On Friday, September 7, 2018 7:30:09 AM EDT Osama Elnaggar wrote:
Hi,
I'm working on a custom audispd plugin written in Python 3. It’s a work in
progress and I’ve successfully run it numerous times as an audispd plugin.
However, I sometimes make modifications that result in the audispd plugin
failing and I end up with the following in /var/log/syslog
Sep 6 20:52:05 ubuntu-hypervisor audispd: plugin /usr/bin/python3
terminated unexpectedly
Sep 6 20:52:05 ubuntu-hypervisor audispd: plugin /usr/bin/python3 was
restarted
...
This is repeated several times until audispd gives up and I see the
following message:
Sep 6 20:52:14 ubuntu-hypervisor audispd: plugin /usr/bin/python3 has
exceeded max_restarts
To troubleshoot, I modify my code to read from /var/log/audit/audit.log
instead. I modify a single line (with fileinput.input() to read from
myfile as shown in the commented line below).
Here is the code snippet (a colorized easier to read version is available
here -
https://pastebin.com/84Nxu3Rp):
# let us initialize the AuParser
aup = auparse.AuParser(auparse.AUSOURCE_FEED)
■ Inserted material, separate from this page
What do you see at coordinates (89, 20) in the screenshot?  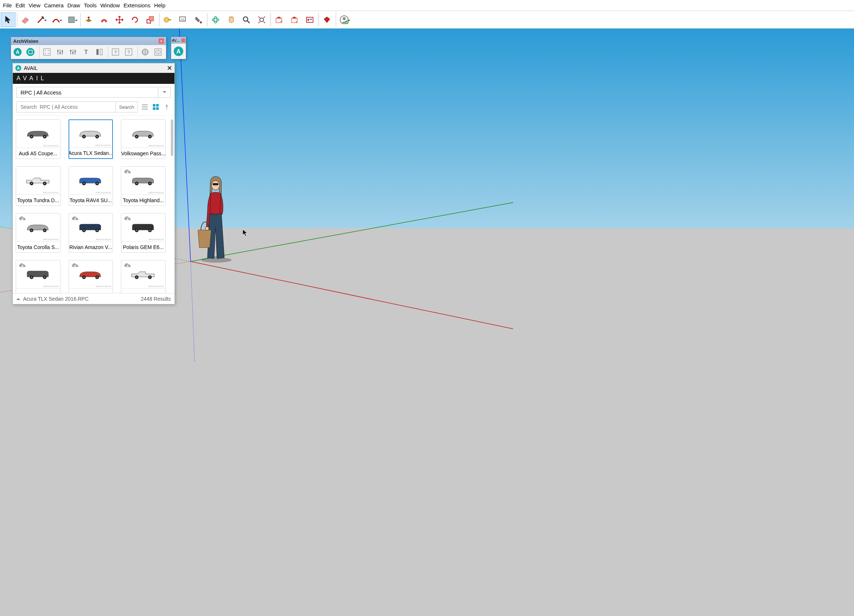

# we initalize the callback to be fn_process_event
aup.add_callback(fn_process_event, None, None)
myfile = "/var/log/audit/audit.log"
while True:
try:
# we read in line by line from stdin
for line in fileinput.input():
#for line in fileinput.input(myfile):
aup.feed(line)
except:
logger.error("Fatal error in while loop", exc_info=True)
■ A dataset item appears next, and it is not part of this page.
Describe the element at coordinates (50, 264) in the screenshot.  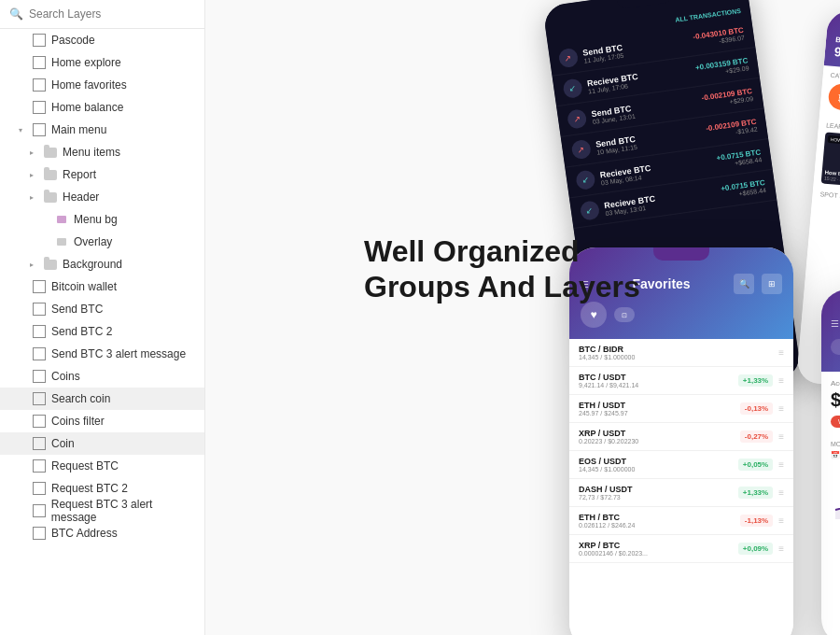
I see `folder-icon` at that location.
# we flush the feed when we quit
aup.flush_feed()
Any suggestions on how to troubleshoot these types of issues when reading
from a file works fine without issue but running it as a plugin fails as
shown in /var/log/syslog? Thanks.
All plugins have a requirement to take events from stdin. As long as it
expects strings (which is the way that auparse wants them), then all you have
to do is:
ausearch --start boot --raw | ./plugin
You can also save raw logs with ausearch and cat them into the plugin. This
is helpful when you get a problem down to a certain series of events and you
don't want to go through a thousand events before the problem sequence.